Most newsletters keep the scholar and the preacher in separate rooms.
“On the Way” doesn’t.
I’m Fr. J. Michael Strachan — rector of St. Dunstan’s Anglican Church in Largo, FL, and a New Testament scholar (Ph.D., Marquette University, 2022; Th.M. in New Testament, Trinity Evangelical Divinity School, 2009; M.A. in Biblical Exegesis & M.A. in Historical and Systematic Theology, Wheaton College, 2004 & 2005). My research (original-language exegesis, the New Testament use of the Old Testament, Jewish backgrounds of the NT, and biblical theology) begins in the study and then flows into the pulpit on Sunday morning.
“On the Way” is where that work lives between Sundays.
The name of this Substack comes from a conviction that runs through everything I preach and write. We are not finished products — we are pilgrims. We’ve been set free from the power of sin and death, but we haven’t arrived yet at the promised land of bodily resurrection and eternal life. We’re on a New Exodus journey: baptized through the waters, fed on the road by the Eucharist, and led by the Spirit through the wilderness of this world toward the new promised land.
This Substack is not a collection of finished thoughts from a destination reached. It’s dispatches from the road as I seek to walk in the way of the Lord.
This year, the way has taken on a particular shape for me — a journey toward physical and spiritual wholeness that I’m writing about here, too, rooted in the same New Exodus framework that shapes everything else. What Scripture says about bodies, health, and transformation is far richer than most Christian wellness content lets on, and I want to explore that together.
Each week you’ll find the full text of my Sunday sermon alongside daily reflections on the biblical text, the church year, and life on the road. The writing is shaped by the Anglican lectionary and twenty years of learning to read Scripture carefully — but wherever you’re starting from, you’re welcome here.
On the Way is free to read. Posts older than three months are available to paid subscribers, along with occasional essays and deeper dives that go beyond the Sunday sermon. As this Substack grows, paid subscribers will also get early access to first drafts of books in progress — including a commentary on the Gospel of Mark and other projects currently taking shape. If the work is valuable to you, a paid subscription is the best way to get more of it — and to be part of where it’s going.
No matter where you’re starting from, or how long you’ve been walking, you’re “On the Way.”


__Task prompt__:
Keep the pictures out of the copy and repeat the records exactly.

__Material shown__:

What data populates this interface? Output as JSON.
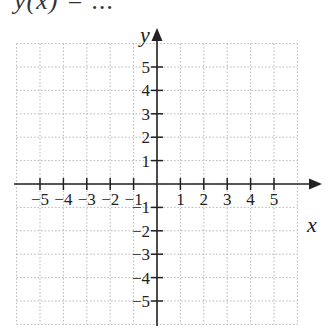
{
  "header": {
    "text": "y(x)  =  ..."
  },
  "graph": {
    "x_axis_label": "x",
    "y_axis_label": "y",
    "x_ticks": [
      "−5",
      "−4",
      "−3",
      "−2",
      "−1",
      "1",
      "2",
      "3",
      "4",
      "5"
    ],
    "y_ticks": [
      "5",
      "4",
      "3",
      "2",
      "1",
      "−1",
      "−2",
      "−3",
      "−4",
      "−5"
    ],
    "x_range": [
      -6,
      6
    ],
    "y_range": [
      -6,
      6
    ],
    "grid": "dotted"
  }
}
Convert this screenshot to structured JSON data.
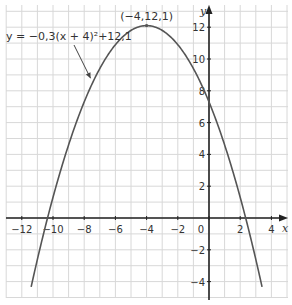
{
  "chart_data": {
    "type": "line",
    "title": "",
    "xlabel": "x",
    "ylabel": "y",
    "xlim": [
      -13,
      5
    ],
    "ylim": [
      -5,
      13
    ],
    "grid": true,
    "x_ticks": [
      -12,
      -10,
      -8,
      -6,
      -4,
      -2,
      0,
      2,
      4
    ],
    "x_tick_labels": [
      "-12",
      "-10",
      "-8",
      "-6",
      "-4",
      "-2",
      "0",
      "2",
      "4"
    ],
    "y_ticks": [
      -4,
      -2,
      2,
      4,
      6,
      8,
      10,
      12
    ],
    "y_tick_labels": [
      "-4",
      "-2",
      "2",
      "4",
      "6",
      "8",
      "10",
      "12"
    ],
    "series": [
      {
        "name": "y = -0,3(x + 4)^2 + 12,1",
        "function": {
          "a": -0.3,
          "h": -4,
          "k": 12.1
        },
        "x_range": [
          -11.4,
          3.4
        ],
        "color": "#555555"
      }
    ],
    "annotations": [
      {
        "text": "(−4,12,1)",
        "x": -4,
        "y": 12.1,
        "type": "vertex-label"
      },
      {
        "text": "y = −0,3(x + 4)²+12,1",
        "type": "equation-label",
        "arrow_to": {
          "x": -7.4,
          "y": 8.6
        }
      }
    ],
    "colors": {
      "grid": "#d8d8d8",
      "axis": "#222222",
      "curve": "#555555",
      "text": "#333333"
    }
  }
}
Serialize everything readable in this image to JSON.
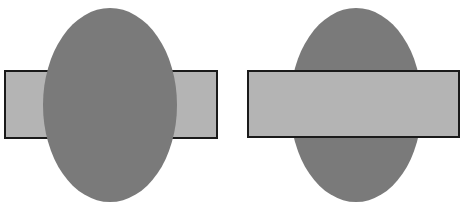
{
  "figure": {
    "colors": {
      "background": "#ffffff",
      "ellipse_fill": "#7a7a7a",
      "rectangle_fill": "#b4b4b4",
      "rectangle_stroke": "#1a1a1a"
    },
    "panels": [
      {
        "name": "ellipse-in-front",
        "front_shape": "ellipse",
        "back_shape": "rectangle"
      },
      {
        "name": "rectangle-in-front",
        "front_shape": "rectangle",
        "back_shape": "ellipse"
      }
    ]
  }
}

__Exercise solution__:
What data populates this interface? Output as JSON.
{
  "header": {
    "text": "y(x)  =  ..."
  },
  "graph": {
    "x_axis_label": "x",
    "y_axis_label": "y",
    "x_ticks": [
      "−5",
      "−4",
      "−3",
      "−2",
      "−1",
      "1",
      "2",
      "3",
      "4",
      "5"
    ],
    "y_ticks": [
      "5",
      "4",
      "3",
      "2",
      "1",
      "−1",
      "−2",
      "−3",
      "−4",
      "−5"
    ],
    "x_range": [
      -6,
      6
    ],
    "y_range": [
      -6,
      6
    ],
    "grid": "dotted"
  }
}
Convert this screenshot to structured JSON data.
{
  "chart_data": {
    "type": "line",
    "title": "",
    "xlabel": "x",
    "ylabel": "y",
    "xlim": [
      -13,
      5
    ],
    "ylim": [
      -5,
      13
    ],
    "grid": true,
    "x_ticks": [
      -12,
      -10,
      -8,
      -6,
      -4,
      -2,
      0,
      2,
      4
    ],
    "x_tick_labels": [
      "-12",
      "-10",
      "-8",
      "-6",
      "-4",
      "-2",
      "0",
      "2",
      "4"
    ],
    "y_ticks": [
      -4,
      -2,
      2,
      4,
      6,
      8,
      10,
      12
    ],
    "y_tick_labels": [
      "-4",
      "-2",
      "2",
      "4",
      "6",
      "8",
      "10",
      "12"
    ],
    "series": [
      {
        "name": "y = -0,3(x + 4)^2 + 12,1",
        "function": {
          "a": -0.3,
          "h": -4,
          "k": 12.1
        },
        "x_range": [
          -11.4,
          3.4
        ],
        "color": "#555555"
      }
    ],
    "annotations": [
      {
        "text": "(−4,12,1)",
        "x": -4,
        "y": 12.1,
        "type": "vertex-label"
      },
      {
        "text": "y = −0,3(x + 4)²+12,1",
        "type": "equation-label",
        "arrow_to": {
          "x": -7.4,
          "y": 8.6
        }
      }
    ],
    "colors": {
      "grid": "#d8d8d8",
      "axis": "#222222",
      "curve": "#555555",
      "text": "#333333"
    }
  }
}
Serialize everything readable in this image to JSON.
{
  "figure": {
    "colors": {
      "background": "#ffffff",
      "ellipse_fill": "#7a7a7a",
      "rectangle_fill": "#b4b4b4",
      "rectangle_stroke": "#1a1a1a"
    },
    "panels": [
      {
        "name": "ellipse-in-front",
        "front_shape": "ellipse",
        "back_shape": "rectangle"
      },
      {
        "name": "rectangle-in-front",
        "front_shape": "rectangle",
        "back_shape": "ellipse"
      }
    ]
  }
}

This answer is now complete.